The Point of Impact

A Hard Lesson

tpoi cover

Why The Point of Impact was Never Shopped

I love this story. It’s an adventure, it’s a love story, it’s a mystery, it’s a fantasy, and it’s a thriller. I began writing The Point of Impact in the late 1990s when I worked as a trainer for Chi-Chi’s Mexican Restaurant. I brought the first ten pages to work with me and a couple of employees were genuinely interested in the work. So, every week or so I would show up at work with another chapter, my readers weren’t shy about their enthusiasm for the story, and the next thing I knew I had amassed about a hundred and forty pages of material. 

I realized at that point that I had the makings of a novel on my hands. Motivated by the positive reception the story had garnered, I made the decision to shelve the project and go back to school. That’s when I enrolled in the English program at Kent State University, and this book is why I did it. 

After completing three years of courses the opportunity arose to complete The Point of Impact as a three-semester thesis project. I had an incredible committee of three professors from the English department and one from the Philosophy department. The experience was something that I will cherish for the rest of my life.

As a way of saying thank you to my committee for all of the time and work they put into the project, I formatted the book, designed the cover, printed four copies using Amazon’s Direct Printing service, and after I completed my defense, I gave those copies as gifts to my committee. That is where I went wrong.

I learned afterward, when I began my quest for representation, that no literary agent is interested in representing and trying to shop a previously self-published work. And, I know the question, “Does four copies really count?” Unfortunately, yes. Going through the steps it took to produce those four copies constitutes self-publishing. So, thoroughly disgusted and defeated, with a grand total of four copies sold, I gave up writing fiction for ten years. 

That is the terrible story of why The Point of Impact was never submitted for representation.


*The task*
Pictures must not appear; the answer is exactly the lines from the one that holds "Where can I find swimming pool?" through the end of the material.

*Data provided*
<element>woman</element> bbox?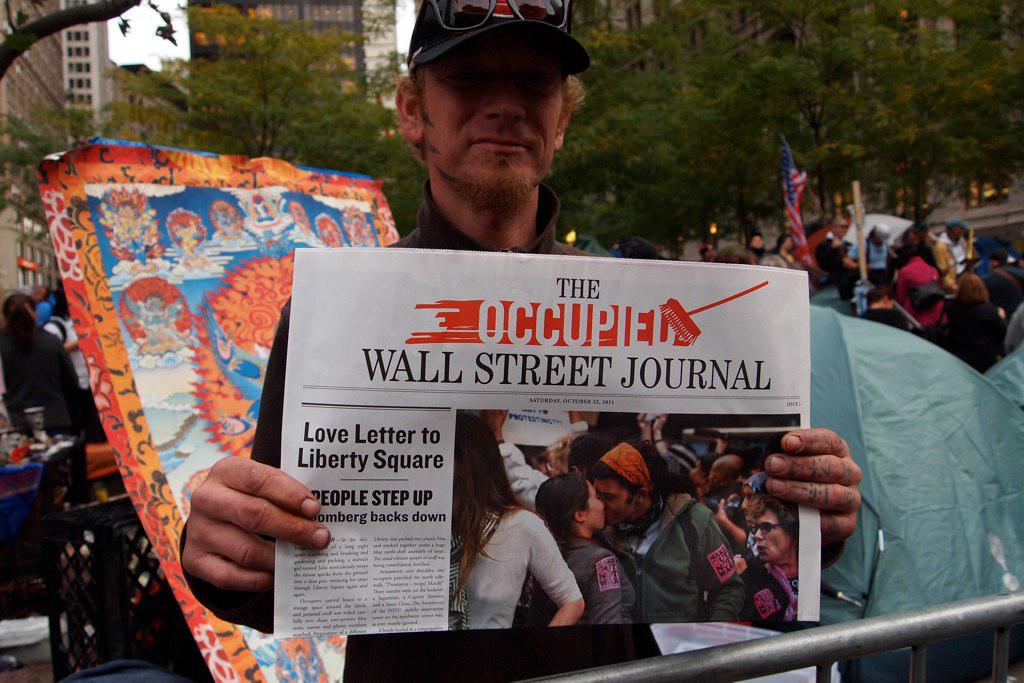
(left=535, top=472, right=645, bottom=627)
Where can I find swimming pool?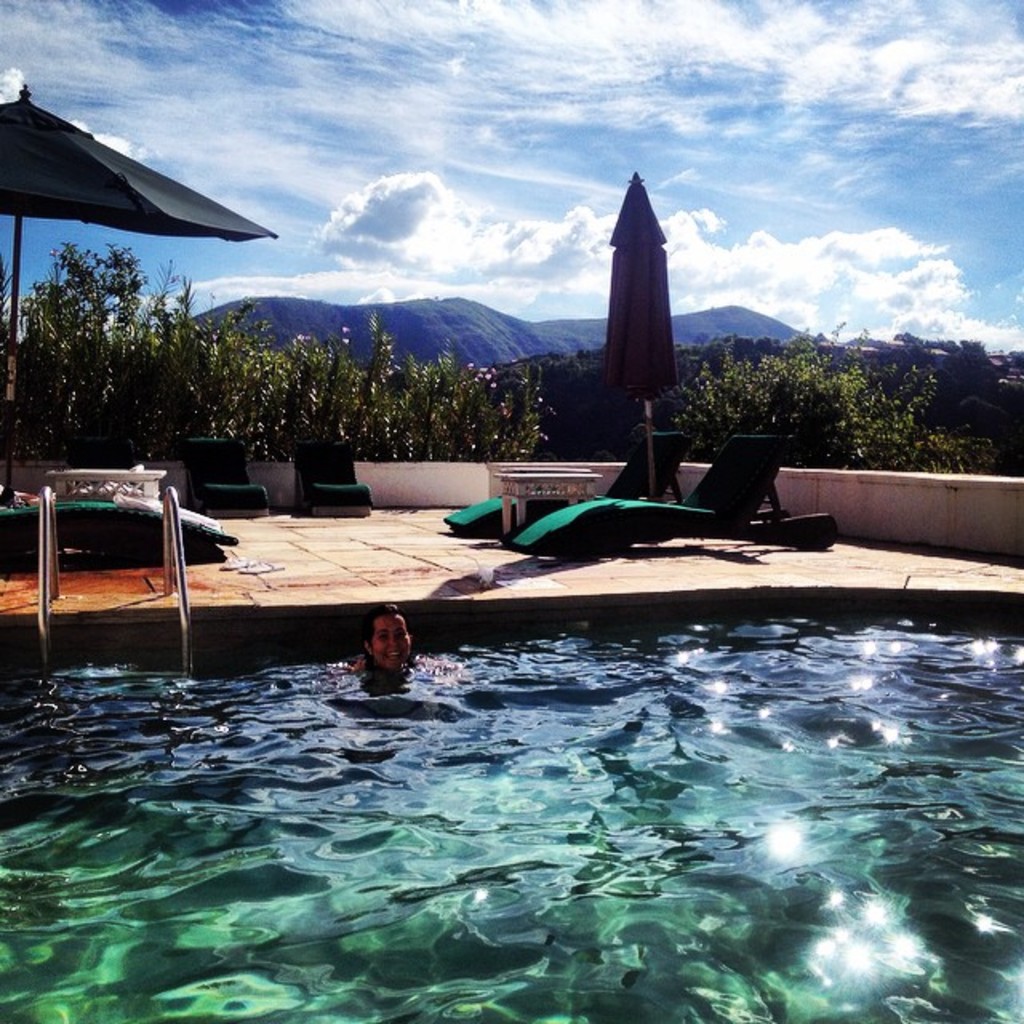
You can find it at BBox(48, 525, 1018, 994).
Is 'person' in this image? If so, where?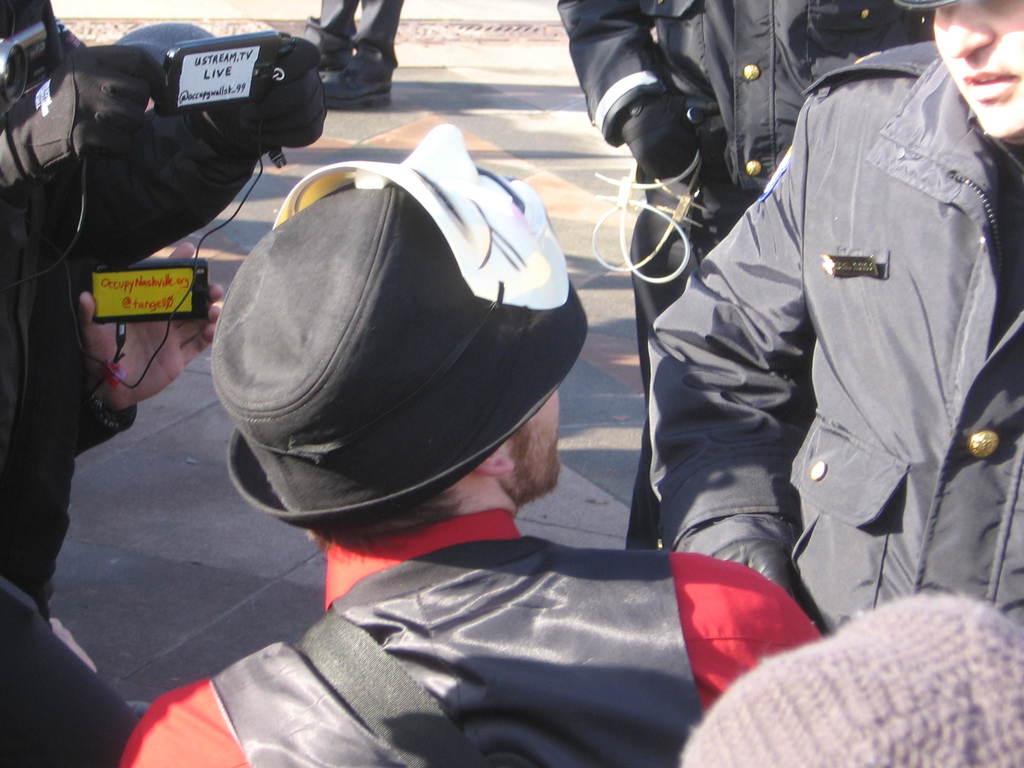
Yes, at box(0, 576, 151, 767).
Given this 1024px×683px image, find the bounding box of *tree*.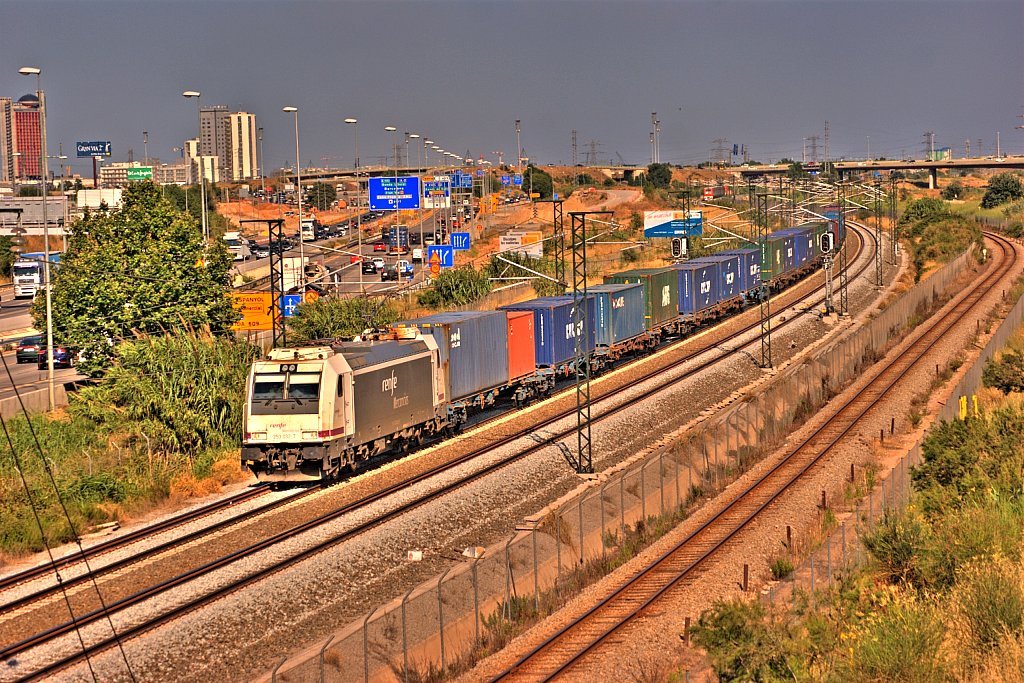
left=980, top=343, right=1022, bottom=387.
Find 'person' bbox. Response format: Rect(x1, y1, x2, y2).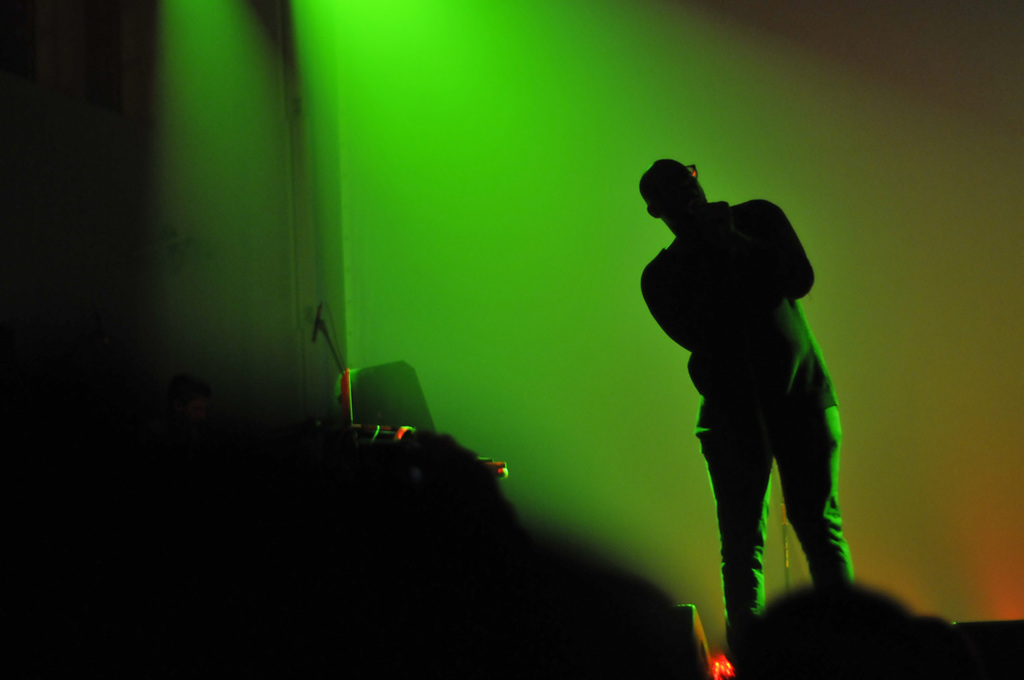
Rect(639, 159, 855, 657).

*Output for this exercise*
Where can I find swimming pool?
You can find it at BBox(48, 525, 1018, 994).
Is 'person' in this image? If so, where?
Yes, at box(0, 576, 151, 767).
Given this 1024px×683px image, find the bounding box of *tree*.
left=980, top=343, right=1022, bottom=387.
Find 'person' bbox. Response format: Rect(x1, y1, x2, y2).
Rect(639, 159, 855, 657).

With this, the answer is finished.